The road to everywhere

When Jesus walks with his new friends on the Road to Emmaus, he simply comes along-side them for a while. They tell stories. Jesus opens scriptures and they tell Him their sad story of the events of their last few days. That is what we should do now, in these 40 days.

We are told that their “hearts burned within” them when Jesus spoke to them of the scriptures – God’s stories told and retold. Our story.

What we are not told however, is that there never was, nor has there ever been, a place called Emmaus. There are places named that now. But at the time of the stroll along a road – Jesus and these two others – at that time there was no map of the first century nor reference in any record (and the Romans kept good records) which contained a place anywhere near Jerusalem (or far from it) named Emmaus. It simply never existed at that time or previous. Roads were named for their destination at the time of Jesus’ walking. There was not such place. There was no such road. So why fabricate that?

I find this interesting because the tidbit of information means that they were really just walking alongside each other and not “towards” anything in particular. Or, the fabrication is meant to convey that the destination is not the point of a walk and a talk. Both.

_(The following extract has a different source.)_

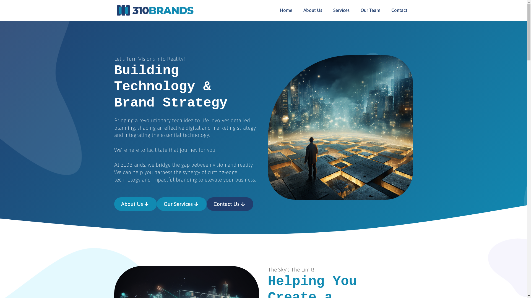 The height and width of the screenshot is (298, 531). Describe the element at coordinates (341, 11) in the screenshot. I see `Services` at that location.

This week, for a day, I was in Santa Fe at the home of some new friends. My heart burned within me as we discussed issues of faith. The hosted a dinner party and I met their friends, and made friends with them. Most of the conversation was not about Christian faith and belief, ritual and polity even though some of the conversation took place in a beautiful chapel of glass that looked out over the New Mexico desert with a light show that changed every quarter hour from pinks to taupes to purples. And half of us were clergy. Most of our conversation was about native American Spirituality in which these people were non-native experts. Though they were experts in God. Fluent.   And by experts I mean that rare kind of clergy who are in deep, real relationship with God, not simply “experts in the subject.”

We discussed fires and dance, fasting and prayer, sacrifice and sweat, metal and leather. My heart burned within me when we spoke, Christians all, about this different liturgical practice full as it is with physical sensations.

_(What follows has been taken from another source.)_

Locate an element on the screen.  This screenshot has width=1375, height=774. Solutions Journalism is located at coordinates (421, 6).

At one moment, my host, in a segment of silence said “Charles, you look peaceful.” He seemed surprised which made me sad and hopeful, both. And suddenly I was aware that indeed I was. We had told our stories. Or bodies had been doing what human bodies do when telling and hearing stories from beginning to end – injecting chemicals into our bloodstream which give us a natural “high” – an encouragement of connection – a means of nature’s encouragement that we connect and so, survive.

Our hearts burned within us.

We ate a simple meal and laughed and cried and told our stories and spoke of Jesus and also of other versions of God and the New Mexico mountains took on the bedclothes of purple for the night and began to settle in. It’s what I had always hoped church would be.

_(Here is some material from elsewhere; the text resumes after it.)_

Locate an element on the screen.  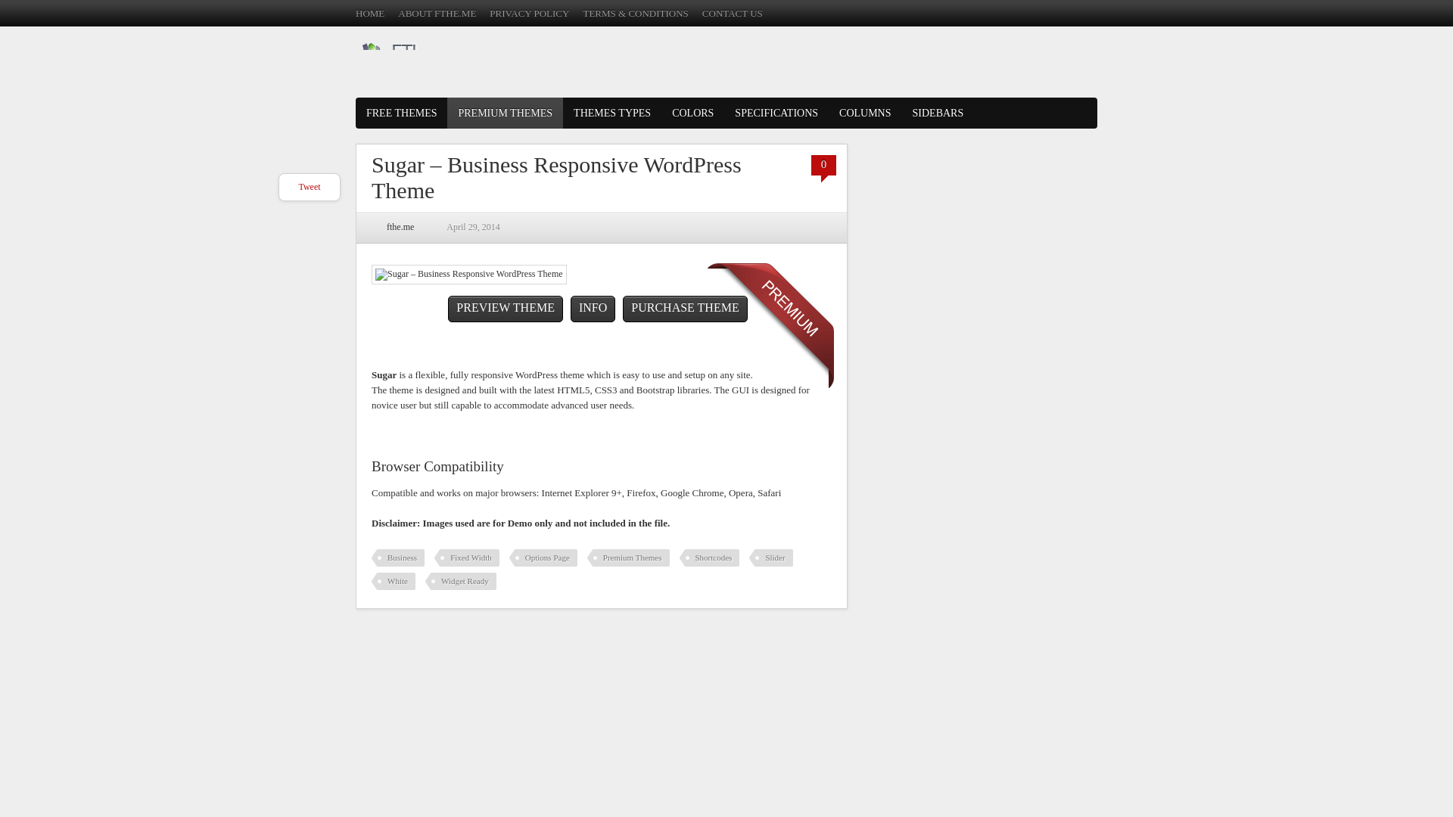
PRIVACY POLICY is located at coordinates (530, 12).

The truth is, I am dead tired of hearing about the stories of Jesus in the Bible. I want to hear more about the way Jesus shows up in our lives, playing hide and seek in other costumes, other faiths, other liturgies of turquoise, clay and coral, not just brass, linen and silver. My soul craves something it was fed last night. It craves people. Friendship. Vulnerability.

A friend recently told me that I write so much about friendship because I am not a very good friend – not good at friendship. And maybe that’s true. But that does not change the very real truth that I want friendship. I want to encounter Jesus in the form of people along whom I come, side-by side, walking to a place that does not exist on any map and so never getting there. And yet getting where we need to go. Burning hearts. Kind eyes. Gentle touches of hand and arm. Warm smiles. A holy kiss. Laughter which doubles one over and makes breathing difficult. Tears which flush out the poisons.

Sitting on a wooden pew is fine. Safe. Elegant. But I want my heart to burn within me as I walk with new friends to nowhere in particular and yet arriving.

This Post Has One Comment

  1. Kristi

    Perfect. Just what I needed this morning.